There are numerous challenges facing the health industry in South Africa at this time. Patients have little or no access to their own medical data.
Patient health records are currently maintained individually by each physician that treats a patient, by every hospital or clinic that serves a patient and by any medical aid institution that covers the patient's medical service. Patients also have to stand in long queues to receive a service, be admitted or receive treatment from medical providers who themselves are increasingly burdened with the cost and complexity of healthcare administration.
Dilan Radia, manager at PricewaterhouseCoopers' Digital Identity Solutions (DIS) division, says an electronic health smartcard, ideally carried on the patient at all times, could go a long way in resolving some of these problems.
"From a patient's perspective, the unique, secure and tamperproof eHealth card can serve as standardised proof of identification and validation when using medical facilities. It can also be easily integrated to a multitude of backend health systems meaning that an authorised healthcare provider would have a single view of the patient's medical records at any point in time."
Using the card, Radia says patients would be able to maintain and control access to their own medical records at all times. Patients would be able to change their personal or biographic information through self-service portals via the Internet, kiosks, cellular phones, mobile personal digital assistants, designated call centres etc. With next-of-kin information stored on the card, they can easily be notified in cases of accidents or misfortune. By storing emergency information such as current treatments, allergies and blood type on the card and the rapid availability of this information could save a patient's life. Value added applications such as ePurse applications (money management) would provide a patient with the ability to manage their healthcare accounts and services using a single integrated form factor. "Even your next medical appointment can be stored on the card."
For the healthcare facilities and other service providers, which are presently not optimally streamlined, a biometric-capable eHealth solution would lead to a reliable, resilient and highly available centralised back-office that integrates a number of backend sources to provide reliable and accurate identification and validation, monitoring and reporting services.
Healthcare institutions could positively identify patients through visual identification of the patient through a photograph printed on the eHealth smartcard. There would be more accurate and efficient access to patient medical records stored both locally on the eHealth smartcard (particularly useful in offline mode when no network connectivity or power outages) as well as in a multitude of backend data sources, safeguards would protect against fraud or impersonations, and patient registration and enrolment processes would become more efficient and effective.
Radia does not, at this stage, see the smartcard being replaced by a chip embedded into the physical body. "The smartcard will provide additional security features such as strong authentication using biometrics and can be easily replaced if lost/stolen or destroyed without being concerned about the information stored on the smartcard getting into the wrong hands."
The eHealth smartcard solution has been implemented in a number of countries including Germany, France and Serbia. Slovenia is currently renewing and upgrading their current microprocessor-based health cards to e-health smartcards. South Africa is also considering implementing a smart health card solution.
"What was once considered to be far-fetched is now becoming a reality globally."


**Work item**
Retyping should cover only the lines from the one containing "What do you see at coordinates (218, 250)" through the final line of the records, with pictures omitted.

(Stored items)
-----
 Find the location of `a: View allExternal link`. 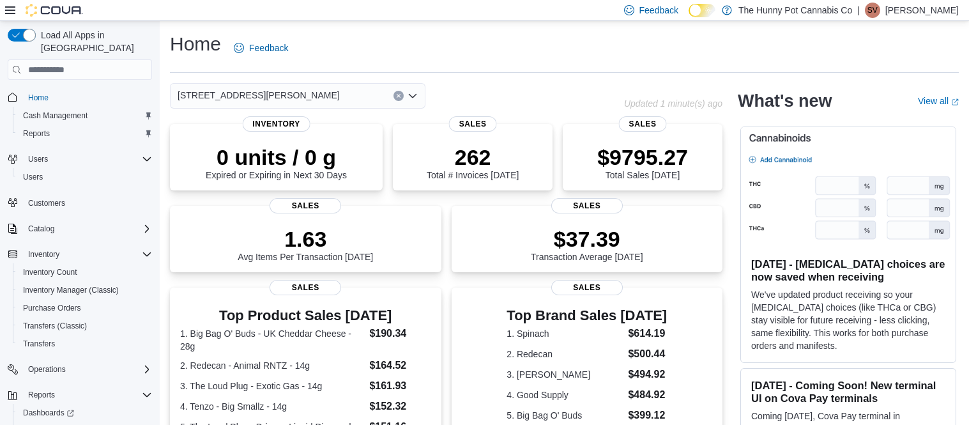

a: View allExternal link is located at coordinates (938, 101).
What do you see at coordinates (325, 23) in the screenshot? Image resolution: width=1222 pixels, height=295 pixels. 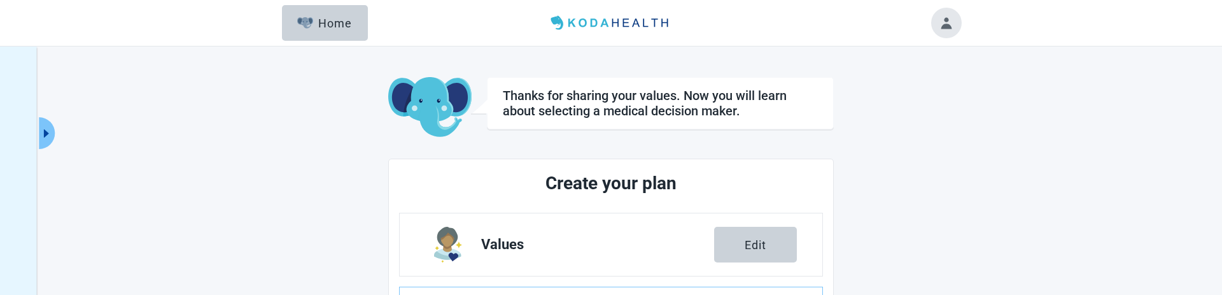 I see `button: ElephantHome` at bounding box center [325, 23].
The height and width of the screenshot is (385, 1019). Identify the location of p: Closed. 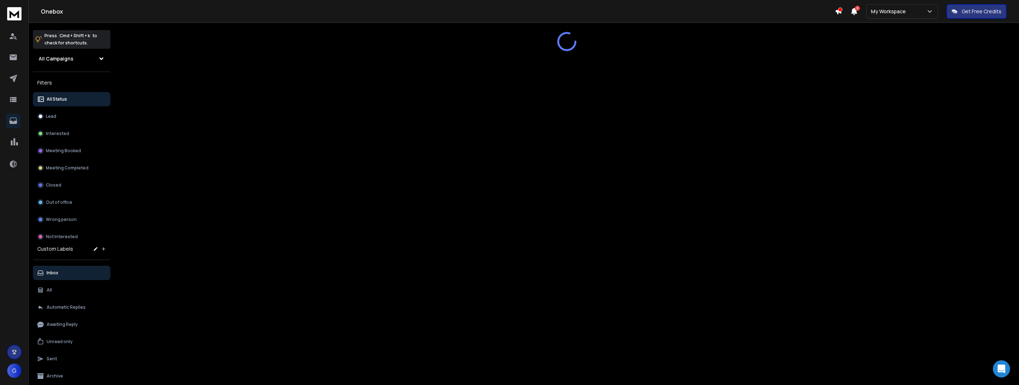
(53, 185).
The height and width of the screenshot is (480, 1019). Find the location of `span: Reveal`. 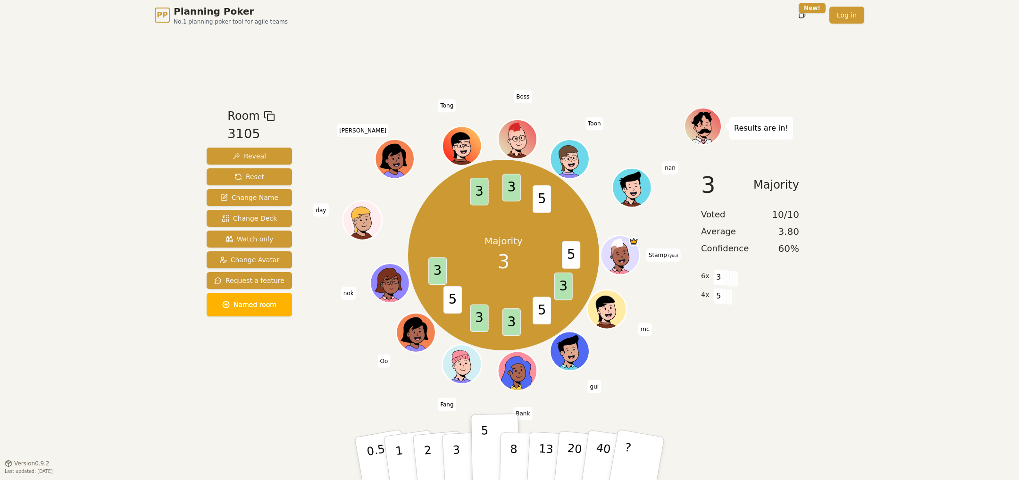

span: Reveal is located at coordinates (249, 156).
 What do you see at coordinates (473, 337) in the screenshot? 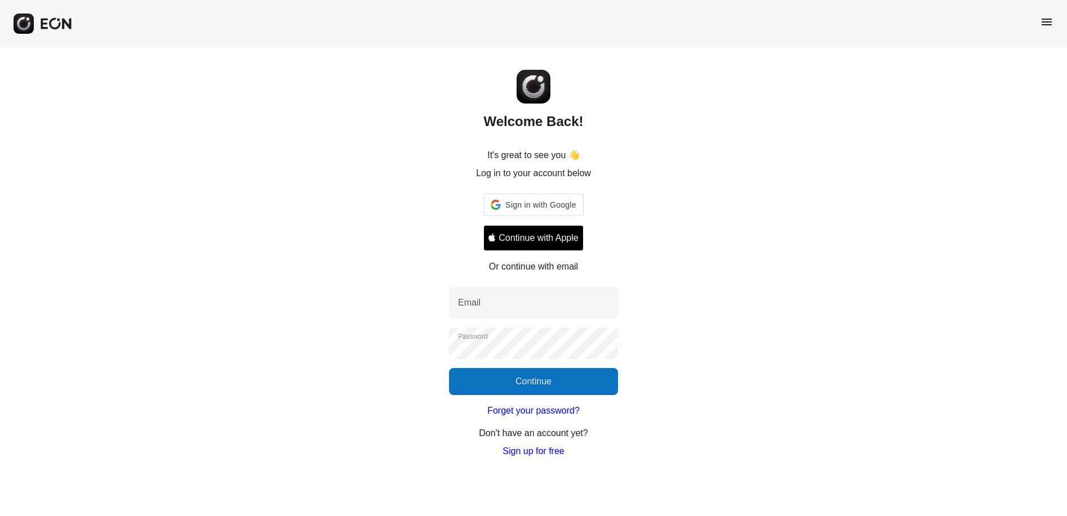
I see `label: Password` at bounding box center [473, 337].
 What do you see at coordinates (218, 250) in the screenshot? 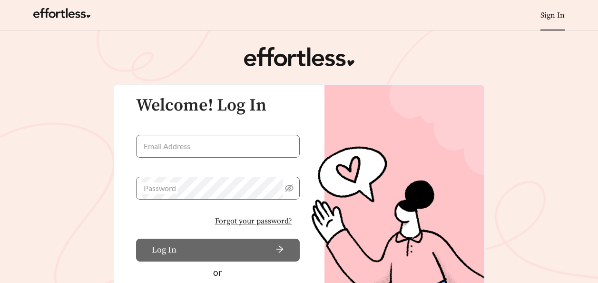
I see `button: Log Inarrow-right` at bounding box center [218, 250].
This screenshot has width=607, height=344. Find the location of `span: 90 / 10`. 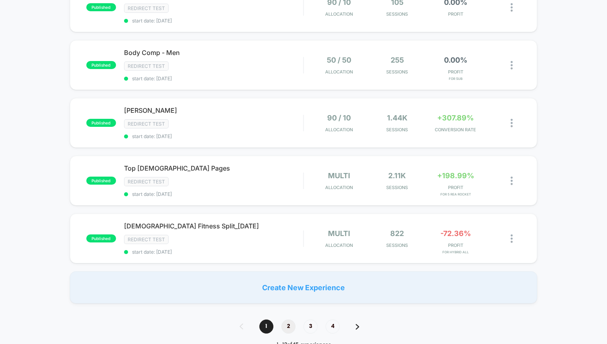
-----
**Written answer**
 What do you see at coordinates (218, 250) in the screenshot? 
I see `button: Log Inarrow-right` at bounding box center [218, 250].
This screenshot has width=607, height=344. Find the location of `span: 90 / 10`. 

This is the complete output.